The choice to base the very first Game & Watch title on the act of juggling is intelligent in this regard. By requiring players to track a moving ball, Ball subtlety emphasises that these games will represent movement as ticks between discrete LCD images. The goal of the game - don't drop the ball - is both naturally intuitive and immediately engaging, which makes it ideal for encouraging the game into new hands. And juggling is a natural blend of judgement, reflex, timing and multitasking - cognitive functions that will become defining staples of the Game & Watch range across its decade-long life.

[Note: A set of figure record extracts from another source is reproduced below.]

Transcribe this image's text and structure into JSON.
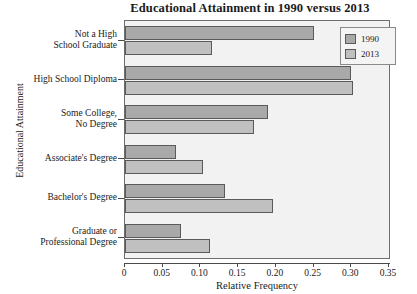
{
  "chart_data": {
    "type": "bar",
    "orientation": "horizontal",
    "title": "Educational Attainment in 1990 versus 2013",
    "xlabel": "Relative Frequency",
    "ylabel": "Educational Attainment",
    "xlim": [
      0,
      0.35
    ],
    "xticks": [
      "0",
      "0.05",
      "0.10",
      "0.15",
      "0.20",
      "0.25",
      "0.30",
      "0.35"
    ],
    "xtick_values": [
      0,
      0.05,
      0.1,
      0.15,
      0.2,
      0.25,
      0.3,
      0.35
    ],
    "grid": false,
    "legend_position": "top-right",
    "categories": [
      "Not a High\nSchool Graduate",
      "High School Diploma",
      "Some College,\nNo Degree",
      "Associate's Degree",
      "Bachelor's Degree",
      "Graduate or\nProfessional Degree"
    ],
    "category_lines": [
      [
        "Not a High",
        "School Graduate"
      ],
      [
        "High School Diploma"
      ],
      [
        "Some College,",
        "No Degree"
      ],
      [
        "Associate's Degree"
      ],
      [
        "Bachelor's Degree"
      ],
      [
        "Graduate or",
        "Professional Degree"
      ]
    ],
    "series": [
      {
        "name": "1990",
        "color": "#a9a9a9",
        "values": [
          0.25,
          0.3,
          0.19,
          0.067,
          0.133,
          0.074
        ]
      },
      {
        "name": "2013",
        "color": "#c0c0c0",
        "values": [
          0.115,
          0.302,
          0.171,
          0.103,
          0.196,
          0.113
        ]
      }
    ]
  },
  "legend": {
    "entries": [
      {
        "label": "1990"
      },
      {
        "label": "2013"
      }
    ]
  },
  "colors": {
    "series_1990": "#a9a9a9",
    "series_2013": "#c0c0c0",
    "plot_background": "#f2f2f2",
    "axis": "#4a4a4a",
    "bar_border": "#5a5a5a"
  }
}
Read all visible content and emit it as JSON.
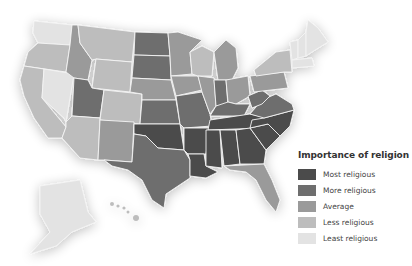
{
  "legend": {
    "title": "Importance of religion",
    "items": [
      {
        "label": "Most religious",
        "color": "#4b4b4b",
        "level": 5
      },
      {
        "label": "More religious",
        "color": "#6e6e6e",
        "level": 4
      },
      {
        "label": "Average",
        "color": "#9a9a9a",
        "level": 3
      },
      {
        "label": "Less religious",
        "color": "#bdbdbd",
        "level": 2
      },
      {
        "label": "Least religious",
        "color": "#e3e3e3",
        "level": 1
      }
    ]
  },
  "states": {
    "WA": 1,
    "OR": 2,
    "CA": 2,
    "NV": 1,
    "ID": 3,
    "MT": 2,
    "WY": 2,
    "UT": 4,
    "AZ": 2,
    "CO": 2,
    "NM": 3,
    "ND": 4,
    "SD": 4,
    "NE": 3,
    "KS": 4,
    "OK": 5,
    "TX": 4,
    "MN": 3,
    "IA": 3,
    "MO": 4,
    "AR": 5,
    "LA": 5,
    "WI": 2,
    "IL": 3,
    "MI": 3,
    "IN": 4,
    "OH": 3,
    "KY": 4,
    "TN": 5,
    "MS": 5,
    "AL": 5,
    "GA": 5,
    "FL": 3,
    "SC": 5,
    "NC": 5,
    "VA": 4,
    "WV": 4,
    "PA": 3,
    "NY": 2,
    "VT": 1,
    "NH": 1,
    "ME": 1,
    "MA": 1,
    "AK": 1,
    "HI": 2
  }
}
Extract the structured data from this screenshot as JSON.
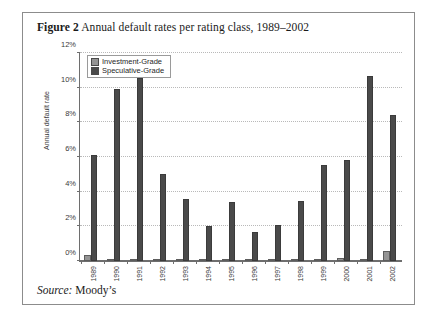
{
  "figure": {
    "label": "Figure 2",
    "caption": "Annual default rates per rating class, 1989–2002",
    "source_label": "Source:",
    "source_value": "Moody’s"
  },
  "legend": {
    "items": [
      {
        "name": "investment-grade",
        "label": "Investment-Grade",
        "color": "#949494"
      },
      {
        "name": "speculative-grade",
        "label": "Speculative-Grade",
        "color": "#4a4a4a"
      }
    ]
  },
  "chart_data": {
    "type": "bar",
    "title": "Annual default rates per rating class, 1989–2002",
    "xlabel": "",
    "ylabel": "Annual default rate",
    "categories": [
      "1989",
      "1990",
      "1991",
      "1992",
      "1993",
      "1994",
      "1995",
      "1996",
      "1997",
      "1998",
      "1999",
      "2000",
      "2001",
      "2002"
    ],
    "series": [
      {
        "name": "Investment-Grade",
        "color": "#949494",
        "values": [
          0.35,
          0.0,
          0.07,
          0.0,
          0.0,
          0.05,
          0.0,
          0.0,
          0.0,
          0.05,
          0.05,
          0.15,
          0.12,
          0.55
        ]
      },
      {
        "name": "Speculative-Grade",
        "color": "#4a4a4a",
        "values": [
          6.1,
          9.95,
          10.55,
          5.0,
          3.55,
          2.0,
          3.4,
          1.7,
          2.05,
          3.45,
          5.55,
          5.85,
          10.7,
          8.4
        ]
      }
    ],
    "ylim": [
      0,
      12
    ],
    "yticks": [
      0,
      2,
      4,
      6,
      8,
      10,
      12
    ],
    "ytick_labels": [
      "0%",
      "2%",
      "4%",
      "6%",
      "8%",
      "10%",
      "12%"
    ],
    "grid": true,
    "legend_position": "top-left"
  }
}
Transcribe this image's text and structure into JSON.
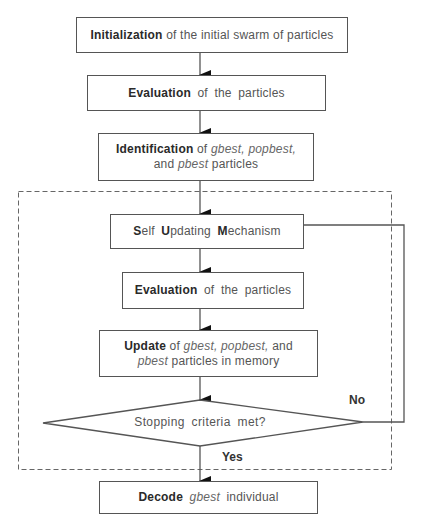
{
  "diagram": {
    "type": "flowchart",
    "nodes": {
      "init": {
        "bold": "Initialization",
        "rest": " of the initial swarm of particles"
      },
      "eval1": {
        "bold": "Evaluation",
        "rest": " of the particles"
      },
      "ident": {
        "bold": "Identification",
        "of": " of ",
        "gbest": "gbest,",
        "popbest": "popbest,",
        "and": "and ",
        "pbest": "pbest",
        "particles": " particles"
      },
      "self_update": {
        "s1b": "S",
        "s1": "elf ",
        "s2b": "U",
        "s2": "pdating ",
        "s3b": "M",
        "s3": "echanism"
      },
      "eval2": {
        "bold": "Evaluation",
        "rest": " of the particles"
      },
      "update": {
        "bold": "Update",
        "of": " of ",
        "gbest": "gbest,",
        "popbest": "popbest,",
        "and": " and",
        "pbest": "pbest",
        "rest": " particles in memory"
      },
      "decision": {
        "text": "Stopping criteria met?"
      },
      "decode": {
        "bold": "Decode",
        "gbest": "gbest",
        "rest": " individual"
      }
    },
    "edges": {
      "no_label": "No",
      "yes_label": "Yes"
    },
    "colors": {
      "line": "#555555",
      "text": "#555555",
      "bold_text": "#2a2a2a"
    }
  }
}
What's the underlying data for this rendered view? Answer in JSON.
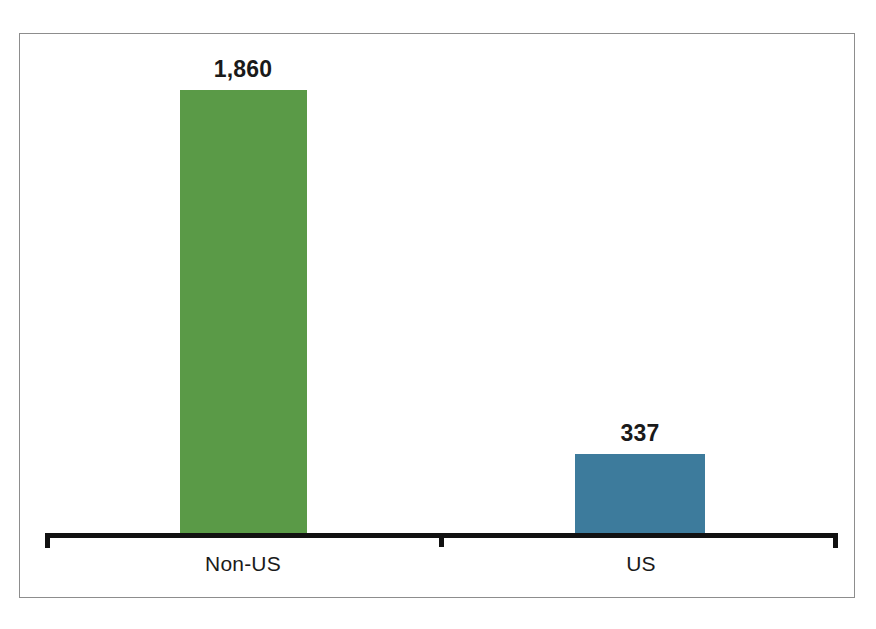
{
  "chart_data": {
    "type": "bar",
    "title": "",
    "subtitle": "",
    "xlabel": "",
    "ylabel": "",
    "categories": [
      "Non-US",
      "US"
    ],
    "values": [
      1860,
      337
    ],
    "value_labels": [
      "1,860",
      "337"
    ],
    "colors": [
      "#5a9a47",
      "#3d7b9c"
    ],
    "ylim": [
      0,
      1860
    ],
    "grid": false,
    "legend": null,
    "axis": {
      "baseline_color": "#111111",
      "has_end_ticks": true,
      "has_center_tick": true
    },
    "frame": {
      "border_color": "#8d8d8d",
      "background": "#ffffff"
    },
    "bars": [
      {
        "category": "Non-US",
        "value": 1860,
        "value_label": "1,860",
        "color": "#5a9a47"
      },
      {
        "category": "US",
        "value": 337,
        "value_label": "337",
        "color": "#3d7b9c"
      }
    ]
  }
}
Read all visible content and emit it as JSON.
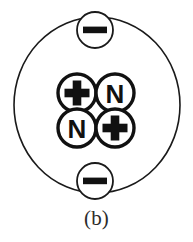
{
  "figure": {
    "caption": "(b)",
    "background_color": "#ffffff",
    "stroke_color": "#1a1a1a",
    "glyph_color": "#111111"
  },
  "orbit": {
    "label": "electron-orbit",
    "center_x": 97,
    "center_y": 105,
    "radius_x": 83,
    "radius_y": 88,
    "stroke_width": 1.6
  },
  "electrons": [
    {
      "id": "electron-top",
      "symbol": "−",
      "charge": "negative",
      "cx": 95,
      "cy": 30,
      "r": 18
    },
    {
      "id": "electron-bottom",
      "symbol": "−",
      "charge": "negative",
      "cx": 95,
      "cy": 181,
      "r": 18
    }
  ],
  "nucleus": {
    "label": "nucleus",
    "particle_count": 4,
    "proton_count": 2,
    "neutron_count": 2,
    "particles": [
      {
        "id": "nucleon-proton-top-left",
        "symbol": "+",
        "kind": "proton",
        "cx": 77,
        "cy": 93,
        "r": 19
      },
      {
        "id": "nucleon-neutron-top-right",
        "symbol": "N",
        "kind": "neutron",
        "cx": 115,
        "cy": 93,
        "r": 19
      },
      {
        "id": "nucleon-neutron-bottom-left",
        "symbol": "N",
        "kind": "neutron",
        "cx": 77,
        "cy": 128,
        "r": 19
      },
      {
        "id": "nucleon-proton-bottom-right",
        "symbol": "+",
        "kind": "proton",
        "cx": 115,
        "cy": 128,
        "r": 19
      }
    ]
  }
}
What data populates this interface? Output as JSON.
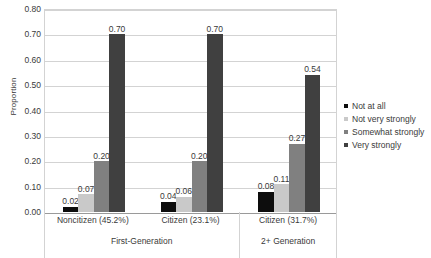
{
  "chart_data": {
    "type": "bar",
    "title": "",
    "xlabel": "",
    "ylabel": "Proportion",
    "ylim": [
      0.0,
      0.8
    ],
    "ytick_step": 0.1,
    "ytick_labels": [
      "0.80",
      "0.70",
      "0.60",
      "0.50",
      "0.40",
      "0.30",
      "0.20",
      "0.10",
      "0.00"
    ],
    "ytick_values": [
      0.8,
      0.7,
      0.6,
      0.5,
      0.4,
      0.3,
      0.2,
      0.1,
      0.0
    ],
    "grid": true,
    "legend_position": "right",
    "categories": [
      "Noncitizen (45.2%)",
      "Citizen (23.1%)",
      "Citizen (31.7%)"
    ],
    "supercategories": [
      {
        "label": "First-Generation",
        "categories": [
          "Noncitizen (45.2%)",
          "Citizen (23.1%)"
        ]
      },
      {
        "label": "2+ Generation",
        "categories": [
          "Citizen (31.7%)"
        ]
      }
    ],
    "series": [
      {
        "name": "Not at all",
        "color": "#0d0d0d",
        "values": [
          0.02,
          0.04,
          0.08
        ],
        "labels": [
          "0.02",
          "0.04",
          "0.08"
        ]
      },
      {
        "name": "Not very strongly",
        "color": "#c9c9c9",
        "values": [
          0.07,
          0.06,
          0.11
        ],
        "labels": [
          "0.07",
          "0.06",
          "0.11"
        ]
      },
      {
        "name": "Somewhat strongly",
        "color": "#808080",
        "values": [
          0.2,
          0.2,
          0.27
        ],
        "labels": [
          "0.20",
          "0.20",
          "0.27"
        ]
      },
      {
        "name": "Very strongly",
        "color": "#404040",
        "values": [
          0.7,
          0.7,
          0.54
        ],
        "labels": [
          "0.70",
          "0.70",
          "0.54"
        ]
      }
    ]
  },
  "legend": {
    "items": [
      {
        "label": "Not at all",
        "color": "#0d0d0d"
      },
      {
        "label": "Not very strongly",
        "color": "#c9c9c9"
      },
      {
        "label": "Somewhat strongly",
        "color": "#808080"
      },
      {
        "label": "Very strongly",
        "color": "#404040"
      }
    ]
  },
  "colors": {
    "grid": "#d3d3d3",
    "baseline": "#9a9a9a",
    "text": "#3a3a3a",
    "background": "#ffffff"
  }
}
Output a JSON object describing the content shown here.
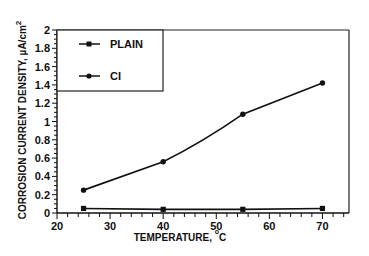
{
  "chart_data": {
    "type": "line",
    "title": "",
    "xlabel": "TEMPERATURE, °C",
    "ylabel": "CORROSION CURRENT DENSITY, µA/cm²",
    "x": [
      25,
      40,
      55,
      70
    ],
    "series": [
      {
        "name": "PLAIN",
        "marker": "square",
        "values": [
          0.05,
          0.04,
          0.04,
          0.05
        ]
      },
      {
        "name": "CI",
        "marker": "circle",
        "values": [
          0.25,
          0.56,
          1.08,
          1.42
        ]
      }
    ],
    "xlim": [
      20,
      75
    ],
    "ylim": [
      0,
      2
    ],
    "x_ticks": [
      "20",
      "30",
      "40",
      "50",
      "60",
      "70"
    ],
    "y_ticks": [
      "0",
      "0.2",
      "0.4",
      "0.6",
      "0.8",
      "1",
      "1.2",
      "1.4",
      "1.6",
      "1.8",
      "2"
    ],
    "grid": false,
    "legend_position": "upper-left (boxed)"
  },
  "labels": {
    "xlabel_main": "TEMPERATURE, ",
    "xlabel_degree": "o",
    "xlabel_unit": "C",
    "ylabel_main": "CORROSION CURRENT DENSITY,  µA/cm",
    "ylabel_sup": "2",
    "legend_plain": "PLAIN",
    "legend_ci": "CI"
  }
}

Moreover, here we already have evidence of Nintendo as a developer that accepts the constraints upon their game and shifts its design to accommodate them. Tying the movement of the juggler's hands together works to both simplify input and raise the stakes. Separating the balls into just three distinct trajectories, and introducing challenge with unpredictable transition times, makes good use of the 72 image limit imposed by technological limitations. Even the pillars at the side of the screen are there to disguise LCD wiring that could not be hidden. For what is essentially a pilot device, Ball feels honed - refined both physically and psychologically.

Admittedly, the entirety of Ball is so trivial by modern standards that a game of similar complexity can be placed as an easter egg in a music player application in the built-in software of Nintendo's current portable system. But as the beginning of a line which would introduce many innovations that are still evident in that same system, Ball has significance and value beyond the surface that is well worth celebrating. The current staff of Nintendo would appear to agree, going to extraordinary lengths to accurately recreate the game in 2010 as a consumer loyalty reward.

I am not pretending that Ball was the first game of note Nintendo developed. But I could think of no better starting point for this blog than a game which simultaneously rings in a new philosophy of game design and the most exciting decade in the history of the industry. It really does mark the start of a whole new game.

Play ball.

Start

One hundred and twenty-five years ago a company was established to produce and market hand-made playing cards. You know its name. Almost everyone knows its name.

That this humble Japanese enterprise would endure for multiple generations, and numerous changes of business, mean it was surely dealt a lucky hand. For it to then find meteoric ascension as a manufacturer of electronic games during the early eighties suggests they had the luck of the Gods.

But to survive this success would prove the greatest challenge of all. The company founded on games of chance would have to leave luck behind. They would have to discover how to stand as both a pioneer in a new artistic medium, and an iron-fisted rein-holder for a fledgling industry. They would rise. They would fall. They would produce masterpieces of interactive entertainment, and masterpieces of manipulative commerce.

And how better to tell this story than with the games they made.

This twice-weekly blog will attempt to track the development of Nintendo across the eighties, nineties and noughties by examining every game the company published in chronological order. Each entry will aim to be more than a review, but an exploration of each game's context and how Nintendo developed through their creation. (Plus a little bit of review as well, because there's no point in neutering the joy these games bring by divorcing my blog from the subjective experience of playing them. And frankly, it's hard to shut myself up sometimes.)

If anyone finds themselves reading this, by purest chance, then I welcome you to join me in this strange endeavour. Play along from the very beginning, or take a warp pipe right to the latest entry.